The Law department is passionate about engaging our students with the major socio-political, cultural and economic questions that we face in the world today, joining forces with leading academic institutions and legal practice.

The murder of George Floyd in the US is a key moment for the pursuit of social justice, equality and the respect of human rights – cardinal values that serve as a foundation for our programme.

On June 25, we hosted a virtual roundtable discussion (via Zoom) on Race and Policing in the US and the UK, with eminent experts, including Leslie Thomas QC, who is currently representing 23 clients – survivors, bereaved family members and loved ones – in the Grenfell Tower inquiry.

The event was organised in collaboration with Garden Court Chambers and Loyola Law School (Los Angeles).

 

Our academics have similarly tackled, head on, legal issues surrounding the Covid-19 pandemic.

Our annual criminal justice symposium, which we had the privilege to co-host with Berkeley Law earlier this month, allowed us to examine the effect of Covid-19 in prisons, police stations and criminal courts in the US, and to draw comparisons with our legal system in the UK.

Similarly, our Head of Department entered in conversation with some of our distinguished Visiting  Professors and other Goldsmiths partners, on Covid-19, criminal law and human rights. They put forward the right to human dignity, asking difficult questions about why the UK government was so delayed in deciding to implement the lockdown; were utilitarian interests foremost in their mind?

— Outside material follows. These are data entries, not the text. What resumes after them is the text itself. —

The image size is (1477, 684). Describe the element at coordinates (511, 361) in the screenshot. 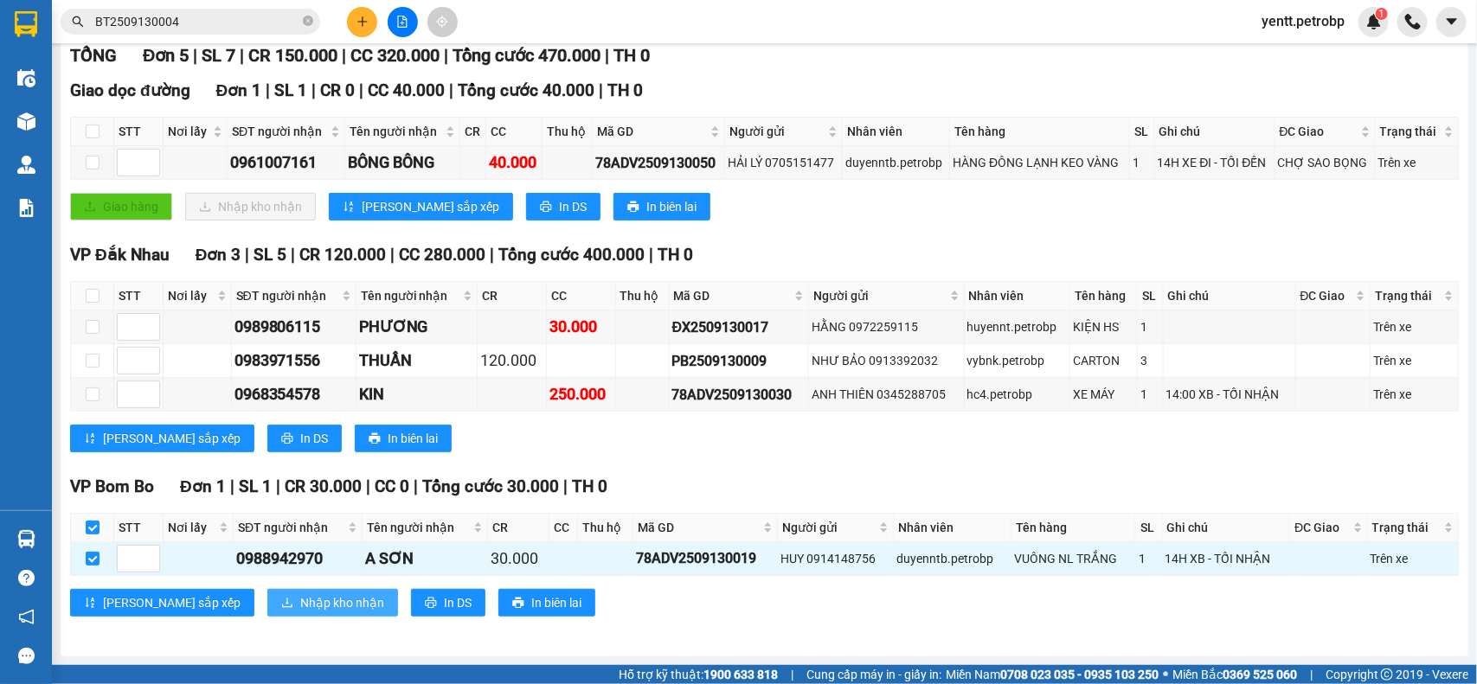

I see `div: 120.000` at that location.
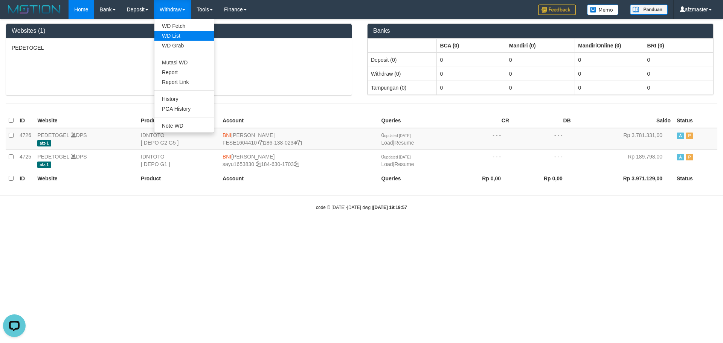  Describe the element at coordinates (184, 63) in the screenshot. I see `a: Mutasi WD` at that location.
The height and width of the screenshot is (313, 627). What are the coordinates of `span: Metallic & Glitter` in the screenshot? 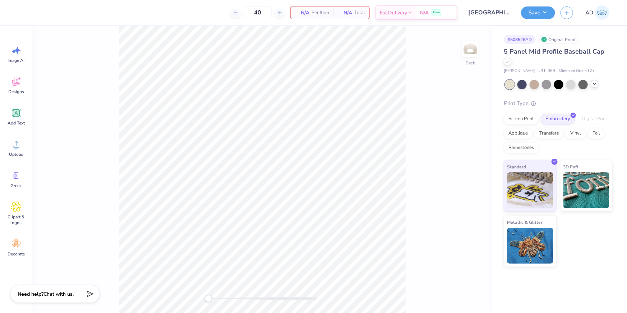 It's located at (525, 222).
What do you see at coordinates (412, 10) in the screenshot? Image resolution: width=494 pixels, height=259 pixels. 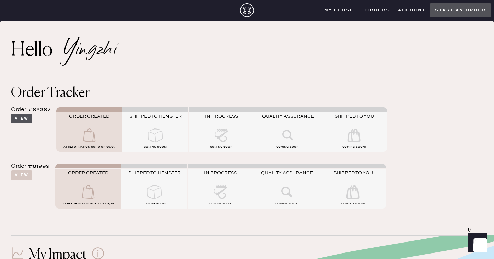 I see `button: Account` at bounding box center [412, 10].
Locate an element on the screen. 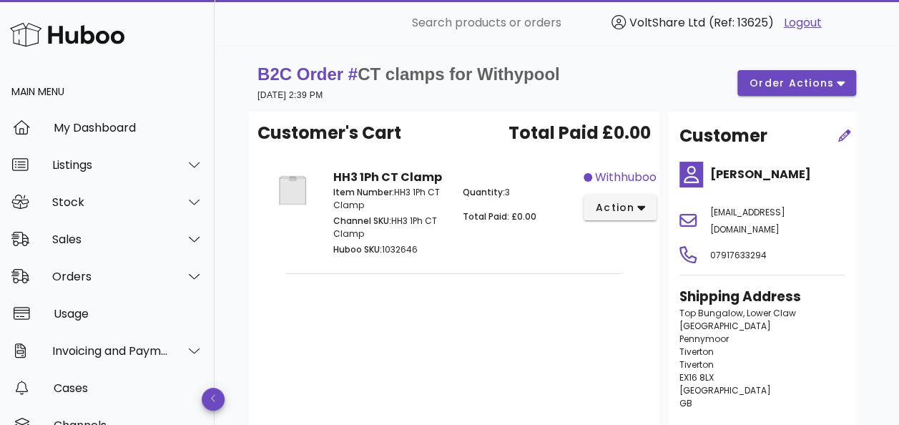  div: Orders is located at coordinates (110, 276).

They predicted there will be litigation in the future, and an independent inquiry, as a response to how the UK government has failed to provide frontline workers with the right PPE.

At Goldsmiths Law, we continuously expose our students to inspirational academics, legal professionals and human rights experts that bring to life contemporary socio-legal issues. We continuously push them to come up with theory-driven answers and practical solutions.

In recent months, our students heard the director of Liberty speak to them about how we need to keep the Human Rights Act intact. They met one of Britain’s most distinguished lawyers and politicians, Helena Kennedy QC, who powerfully exposed the discrimination women experience in the British ‘justice’ system. They were introduced to the Equality Act, by one of the leading experts in the field in the UK. They engaged with climate justice from the viewpoint of resisting colonial oppression. They went on a journey, from the Nuremberg trials to the creation of the International Criminal Court, with one of our Visiting Professors, Sir Geoffrey Nice QC, who led on one of the most historic international criminal justice trials of modern times. They also explored the UK Supreme Court’s judgment on Boris Johnson’s suspension of Parliament, with the lawyers who had helped make reality this judgment!